Selling Treasury safety and buying risk has impacted the Usd/Equity inverse correlation since QE 2 was launched in November 2010, with a period of time over the last three months that all markets rose in value at the same time without a hedge, along with periods of trade that equities moved lower at the same time as the Usd, which is an anomaly in the inter-connected global traded arena.
Bottom line reviews are signaling more strongly than ever that what used to be one 24-hour session of trade that needed to be hedged is now three 8-hour periods of trade that are more than capable of forcing changes to fair value on risk in a heartbeat.

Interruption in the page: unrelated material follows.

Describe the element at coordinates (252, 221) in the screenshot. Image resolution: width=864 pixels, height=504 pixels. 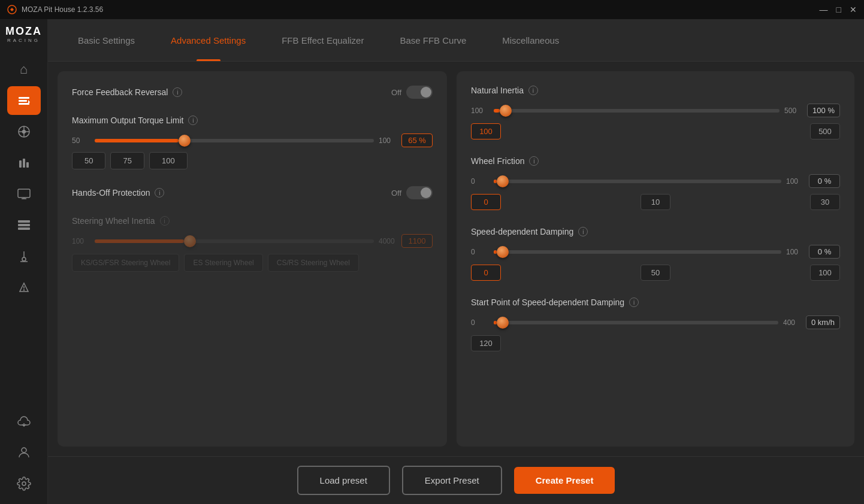
I see `steering-inertia-title: Steering Wheel Inertia i` at that location.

Three percent moves in 30-minute periods of trade while Japanese markets are closed for lunch, as seen in gold, oil, and silver on Thursday, are more regular than ever before, and confirm that reactionary traders will dominate trade for the foreseeable future while investors still wait for the buy-and-hold strategy to break even from the last ten years of roller-coaster trade. Trade desks are running on low volume, which is not an impediment on the way up, and so long as the Federal Bank of New York continues to do the POMO bidding through until May there looks to be little reason not to buy the dips in risk markets.
The only threat to status quo as the central bank ponzi scheme continues along its merry way, floating equity values and creating food inflation, is that one rouge central banker reaches for the interest-rate hike button. At that time, whoever that turns out to be, will create a rush for the exits that will most certainly get Usd/Equity inverse correlations close to 100%.